Senate Minority Whip Dick Durbin plans to reintroduce the Credit Card Competition Act bill sometime “soon,” according to a spokesperson for his office.
It’s not clear whether the Democrat will strike an alliance again on the legislation with Republican Sen. Roger Marshall, but that would seem likely, given Marshall’s strong support previously for the bill as a co-sponsor. A spokesperson for the Kansas Republican didn’t immediately respond to a request for comment.
The bill would land this year in a changed political environment with President Donald Trump now in the White House and the Senate also held by a Republican majority, giving that party control of Congress. Durbin first introduced the legislation in 2022.
One of a handful of Senate Republicans who backed the bill previously was J.D. Vance, who could throw his weight behind the bill as vice president. Trump has also proposed reform for the industry by suggesting during the presidential campaign that credit card interest rates be temporarily capped at 10%.
Nonetheless, Vance reportedly had backed away from the bill at one point last year as he campaigned during the run-up to the presidential election, according to a Politico report .
If the bill were to pass, banks that issue credit cards would have to ensure that for every consumer swipe there was a network available to merchants for routing the payment that wasn’t Visa or Mastercard. By requiring at least one alternative, it would presumably inject competition into a market the two networks dominate.
Some Republicans took the network behemoths to task last November during a Senate Judiciary Committee hearing, grilling executives from Visa and Mastercard about the companies’ practices. Republican Sen. Josh Hawley, who referred to their “classic collusive, monopolistic behavior” at the hearing, joined Senate independent Bernie Sanders this month in introducing a bill to cap credit card interest rates at 10% for five years.
The bill is part of a bid to temper the interchange and other fees that banks and their network partners charge big and small merchants alike every time a consumer swipes a credit card to make a purchase.
Retailers argue that the fees have surged to exorbitant levels over several years, sticking merchants and consumers with additional costs.
The card companies contend the fees have not increased significantly, if at all, and even if the legislation were to pass, consumers wouldn’t benefit because retailers, restaurants and other merchants would choose to keep the savings.
“The hearing in the Senate Judiciary committee last year gave a lot of momentum to the Credit Card Competition Act” legislation, Doug Kantor, general counsel for the National Association of Convenience stores, said in an interview Tuesday. That hearing “showed that there is very broad bipartisan support” for the bill. “Even skeptics believe it will pass, and it’s just a matter of time,” added Kantor, who is also a member of the executive committee of the Merchants Payments Coalition.
Retail trade groups, including the Merchant Payments Coalition, have battled bank and card network trade groups, such as the Electronic Payments Coalition, for decades over such legislative proposals.
“These mandates will not save consumers or small businesses money; corporate mega-stores will not lower prices; consumers and small businesses will lose valuable rewards programs and your data security will be put into jeopardy,” EPC spokesperson Nick Simpson said by email.
He maintained that the bill wouldn’t benefit small merchants so much as the biggest U.S. mega-stores. The EPC is committed to protecting the existing “safe, secure, efficient payment system,” Simpson added.
The fight is reminiscent of the two sides’ war over the Durbin Amendment that ultimately passed as part of the 2010 Dodd Frank Wall Street Reform and Consumer Protection Act. That law brought more competition to the debit card network by capping interchange fees and imposing other curbs on such transactions.
“The networks ensure a great deal of consumer and merchant protections for a reasonably small fee shared across the ecosystem,” Baird Equity Research analyst David Koning said by email in commenting generally on the legislation. “Consumers often choose a credit card based on rewards, and if that card had multiple potential interchange structures across multiple networks, the issuing bank may not be able to provide the level of rewards that a consumer signed up for.”
Indeed, such legislative proposals have led bank trade groups to warn that card services and protections might be reduced if such legislation became law. They also noted that such credit might be extended to fewer consumers if such regulatory restrictions were to limit their ability to earn revenue and offset their costs.
For instance, the American Bankers Association previously denounced the Hawley-Sanders proposal to cap interest rates, calling it an attempt at “government price controls.”
“As history makes clear, this proposal would result in the loss of credit access for the very consumers who need it the most, forcing them to use less-regulated, more risky alternatives including payday lenders and loan sharks,” the ABA said earlier this month.
Correction: The story has been updated to correct Nick Simpson’s affiliation.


**YOUR GOAL**
Write the lines below out exactly, dropping each picture.

**RECORD SET**
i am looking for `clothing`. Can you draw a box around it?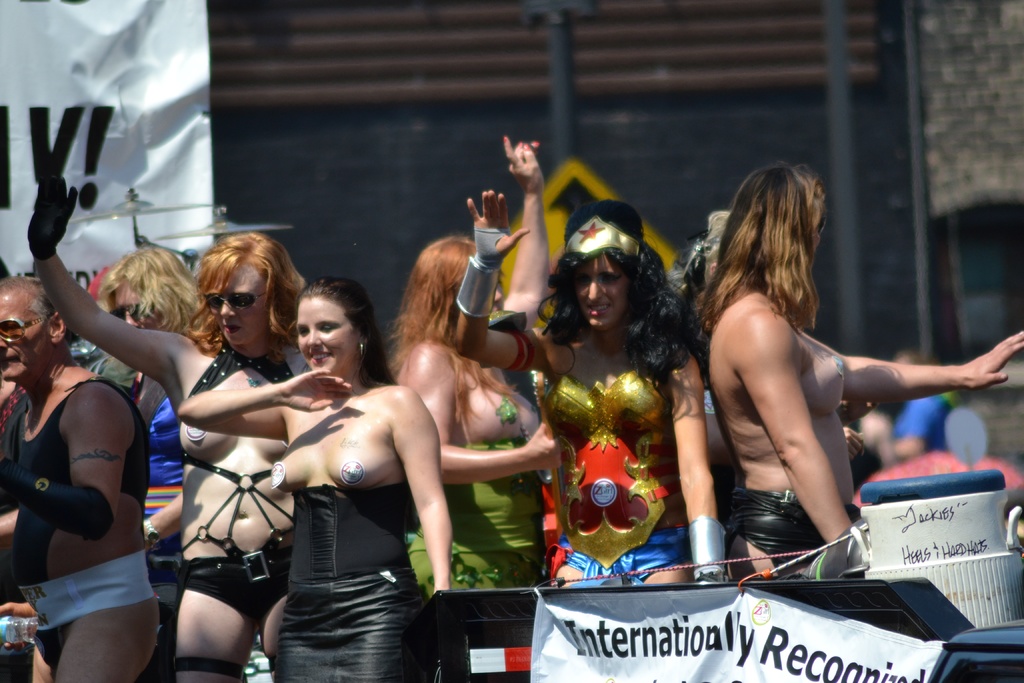
Sure, the bounding box is bbox=[124, 377, 184, 515].
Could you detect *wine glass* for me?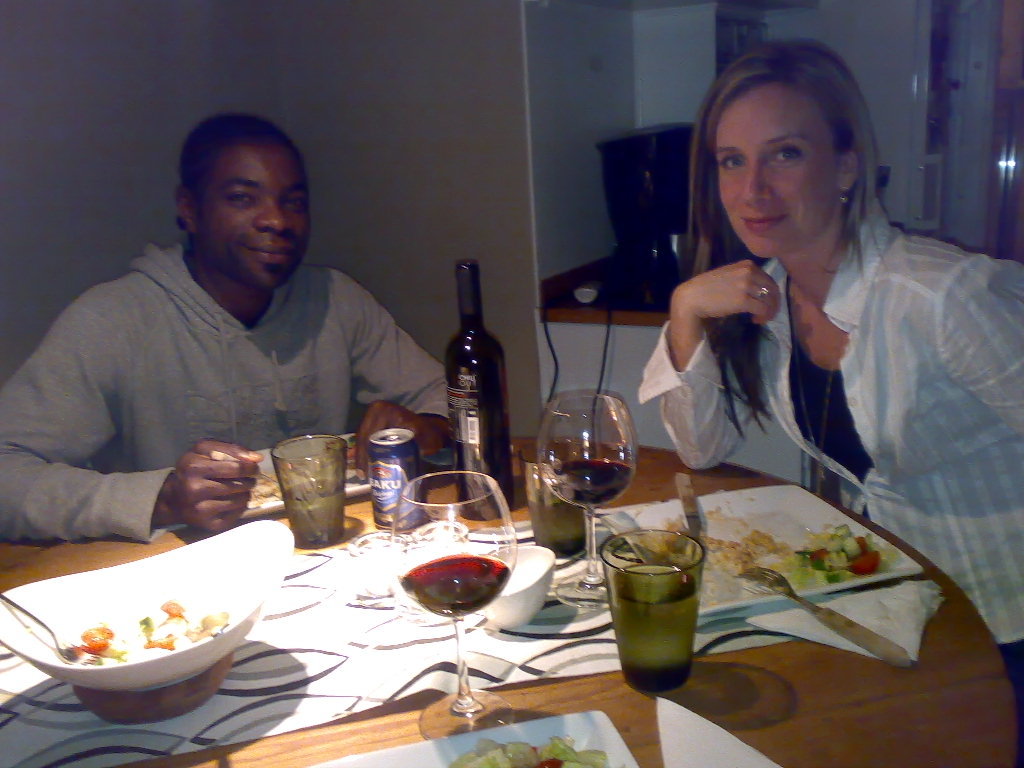
Detection result: box=[536, 392, 639, 602].
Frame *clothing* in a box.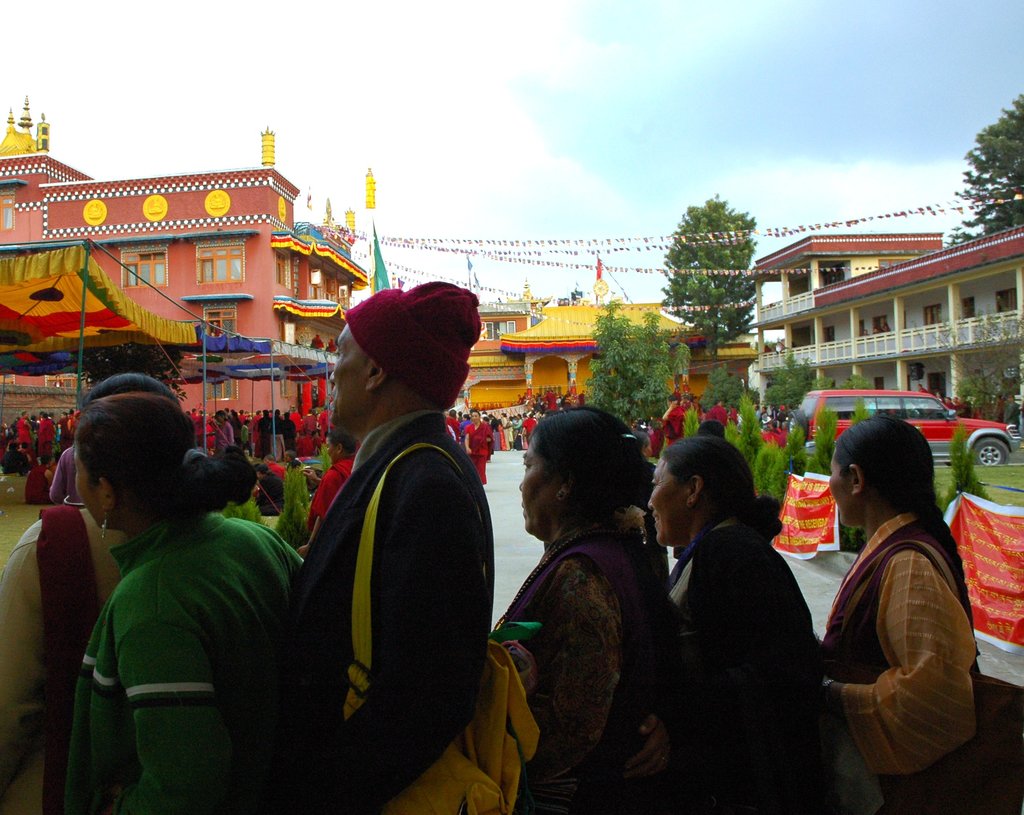
(243, 337, 495, 814).
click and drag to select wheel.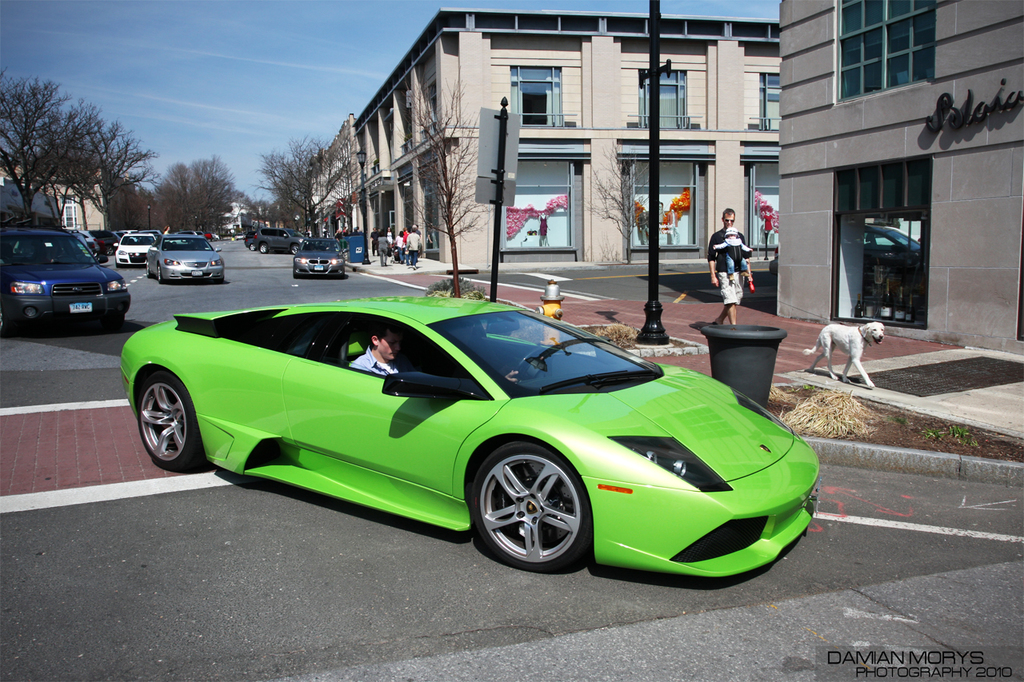
Selection: 0,306,7,334.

**EXERCISE RESULT**
i am looking for `clothing`. Can you draw a box around it?
Sure, the bounding box is bbox=[124, 377, 184, 515].
Could you detect *wine glass* for me?
Detection result: box=[536, 392, 639, 602].
Frame *clothing* in a box.
(243, 337, 495, 814).
click and drag to select wheel.
Selection: 0,306,7,334.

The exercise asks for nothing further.